17 Jul 2019

Original Title : The Handmaid’s Tale Season 3 Episode 9: Heroic
Title : The Handmaid’s Tale
Season : 3
Episodes : 9
Episodes Title : Heroic
Genre : Drama, Sci-Fi & Fantasy
Air Date : 2019-07-17
Watch Full this link! : http://bit.ly/2SoQQxN

Overview : Set in a dystopian future, a woman is forced to live as a concubine under a fundamentalist theocratic dictatorship. A TV adaptation of Margaret Atwood’s novel.

There’s a weird condition called “alarm fatigue” that hospital personnel sometimes develop. All these bips and beeps and boops start to fade into the background after a while, so when the pumps and machines start to indicate there’s truly a problem, doctors and nurses aren’t always able to pick up on it.

June, even after 32 days — and then, apparently, several months — in a hospital room, with ventilators and EKG readers dinging mercilessly, all day and all night, still hears the beeps. “Ohhhh baby, do you know what that’s worth,” she mouths along with the chimes, calling up Belinda Carlisle’s “Heaven Is a Place on Earth,” before she turns straight to the camera and, in a move that breaks the fourth wall a little more thoroughly than her prior stares and grimaces, tells the viewer, “You’ll hear it.”

And you do. Or at least I did. It’s the sort of oddity that at first might make you giggle but then feels suffocating, a form of auditory torture. I found myself mildly relieved every time Ofmatthew (or Natalie, whose real name we learned at the end of the last episode when Aunt Lydia screamed it in Loaves and Fishes) seized or slowed her breathing and the pitch and tenor of the beeps would change. That song is cruel in any circumstances (besides when it’s used in Romy and Michele’s High School Reunion) and downright maddening here.

For June, who has no relief from the dings, the white glare of the room, or the smells of antiseptic and shit and encroaching death, it’s enough to push her around the bend. As punishment (for taunting Ofmatthew, possibly, or for just generally failing to comply with any of the rules governing handmaids for the last two years or so), June is forced to kneel in supplication all day long, praying that her walking partner will heal. Wait, scratch that, she’s praying that Ofmatthew’s baby will make it to viability so the mother, who is a great uterus but of little other value to Gilead, can just die already.

Along with June’s descent into madness, that’s the big takeaway of “Heroic”: the shudder-inducing reality of what happens when the life of the baby is valued that much more than the life of the mother, when the fetus, an unknown being, is considered more important than its creator by dint of society’s obsession with the “innocence” of babies. Ofmatthew, who we should honor as Natalie with her real name, has become just a vessel for the safekeeping of this other human, a womb that just so happens to have a human attached. Could Natalie have been saved when she was brought in? Most likely not, as the doctor explains that she’d lost a tremendous amount of blood. (It also didn’t help that two Guardians dragged her out of the market after she was shot like she was already dead. Which makes me wonder why a government so hellbent on making more babies wouldn’t take better steps to mark pregnant handmaids. They’re already wearing scarlet robes and wings, for Christ’s sake, just tie a “Baby Onboard” sign to their heads or something.) But still, Natalie is stripped of every dignity, made to lie there helpless and maybe suffering so that her sick society can produce its next generation.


WHAT YOU WILL DO =>
The answer must be an exact copy of the lines from the one with "At what (x,y)" through the final line below, with no pictures and nothing else.

[Stored data entries]

□ □ □ □ □

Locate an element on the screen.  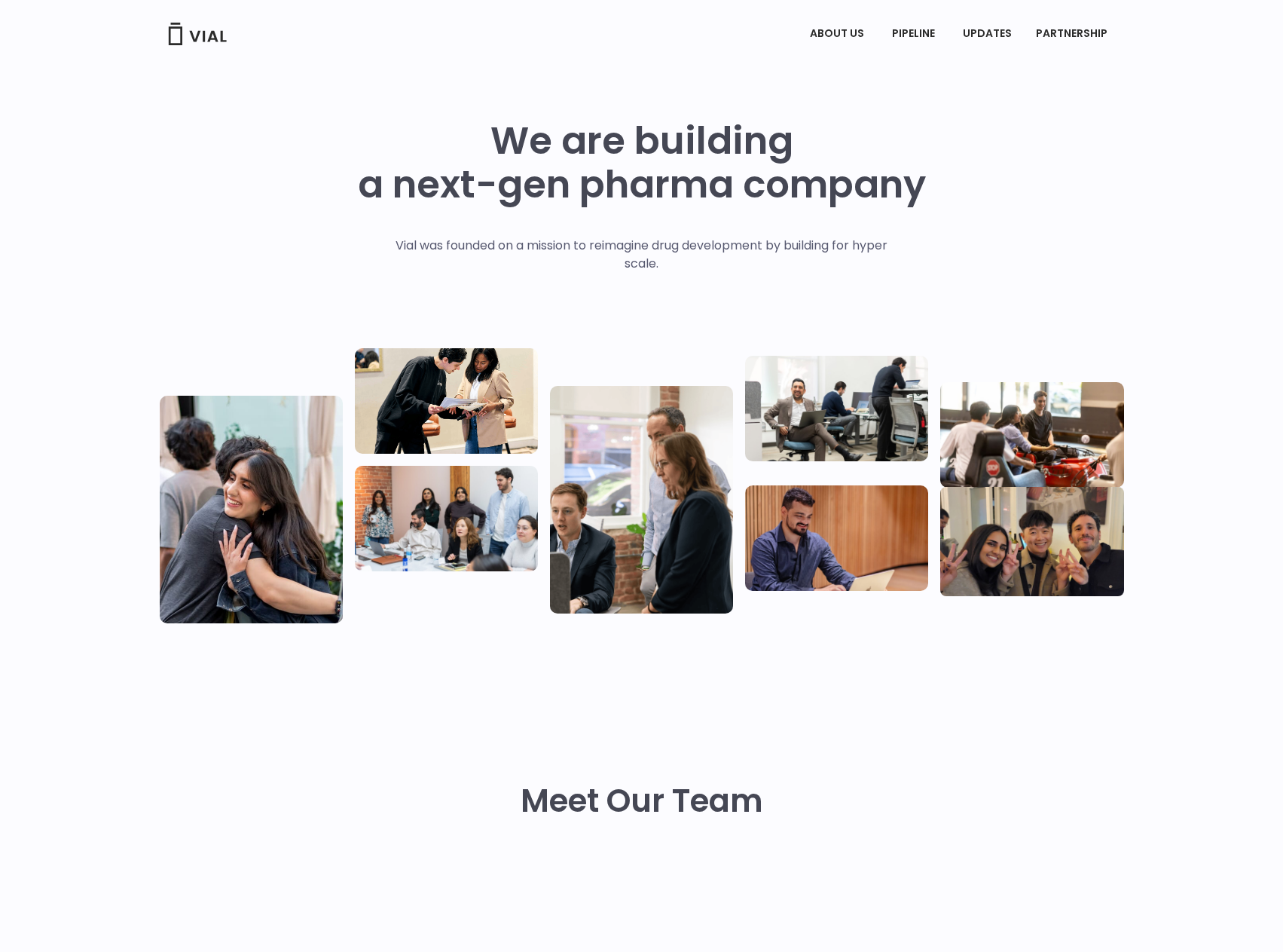
p: Vial was founded on a mission to reimagine drug development by building for hyper scale. is located at coordinates (641, 254).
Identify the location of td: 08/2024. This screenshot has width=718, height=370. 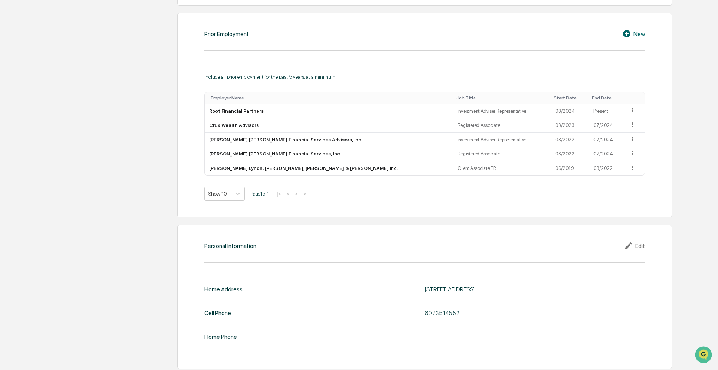
(569, 111).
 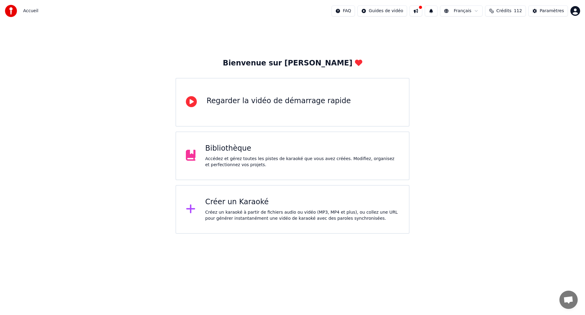 I want to click on img: youka, so click(x=11, y=11).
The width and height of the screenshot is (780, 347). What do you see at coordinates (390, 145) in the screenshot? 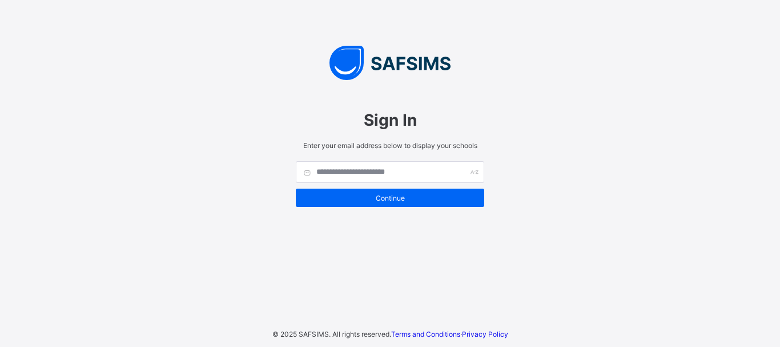
I see `span: Enter your email address below to display your schools` at bounding box center [390, 145].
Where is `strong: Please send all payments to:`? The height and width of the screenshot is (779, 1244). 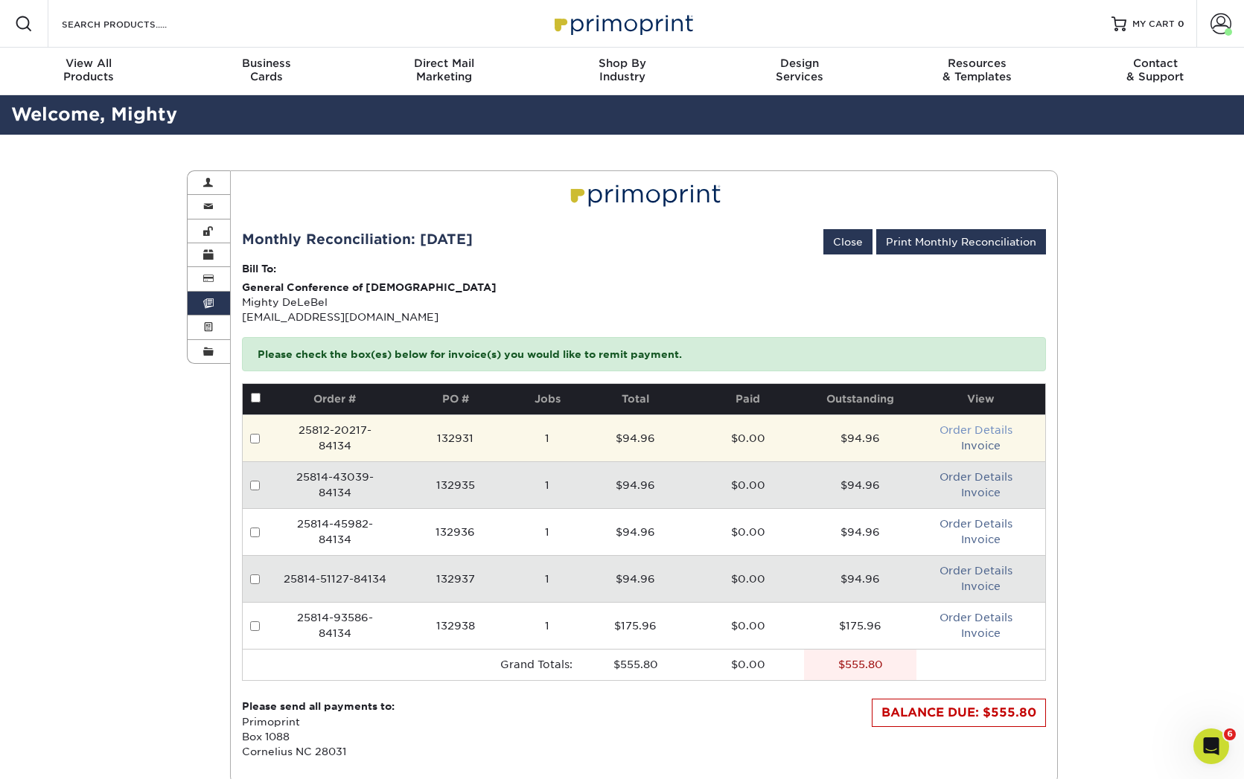 strong: Please send all payments to: is located at coordinates (318, 706).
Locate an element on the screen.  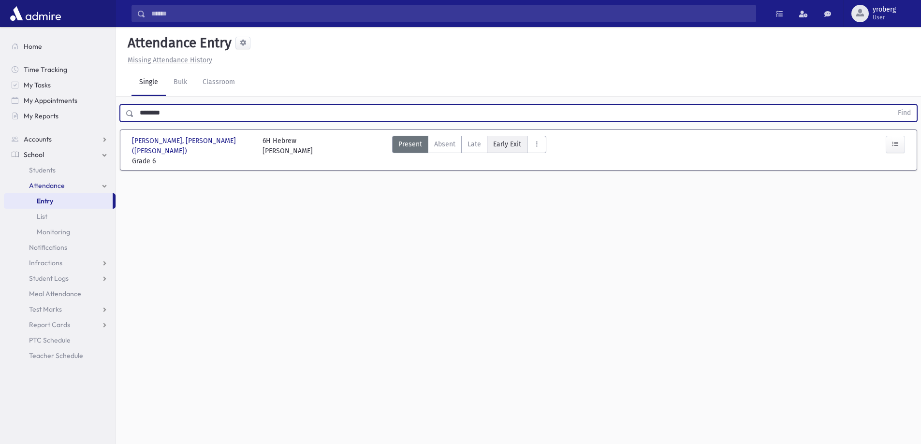
span: yroberg is located at coordinates (884, 10).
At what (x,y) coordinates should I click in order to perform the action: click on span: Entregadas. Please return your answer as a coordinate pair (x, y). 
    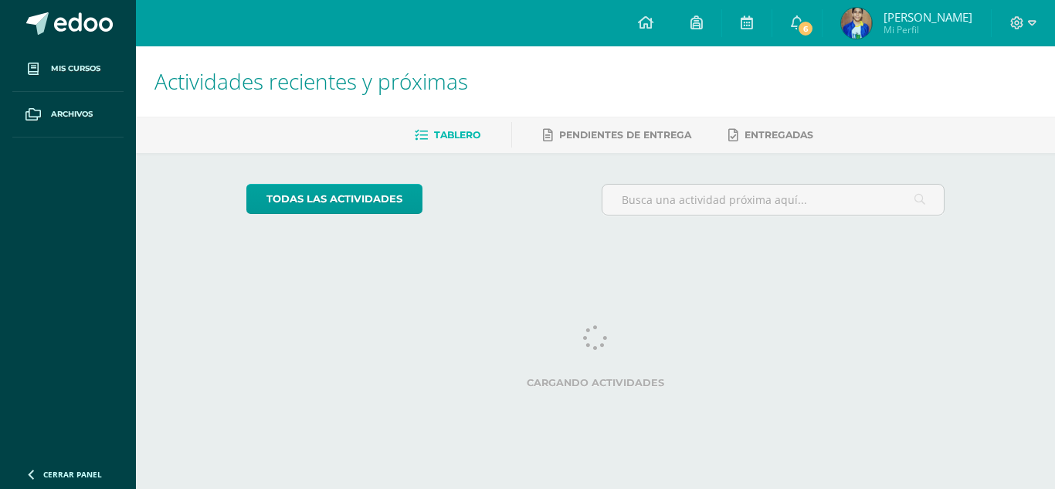
    Looking at the image, I should click on (779, 134).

□ □ □ □ □

WRITTEN ANSWER =>
At what (x,y) coordinates should I click in order to perform the action: click on span: Entregadas. Please return your answer as a coordinate pair (x, y). 
    Looking at the image, I should click on (779, 134).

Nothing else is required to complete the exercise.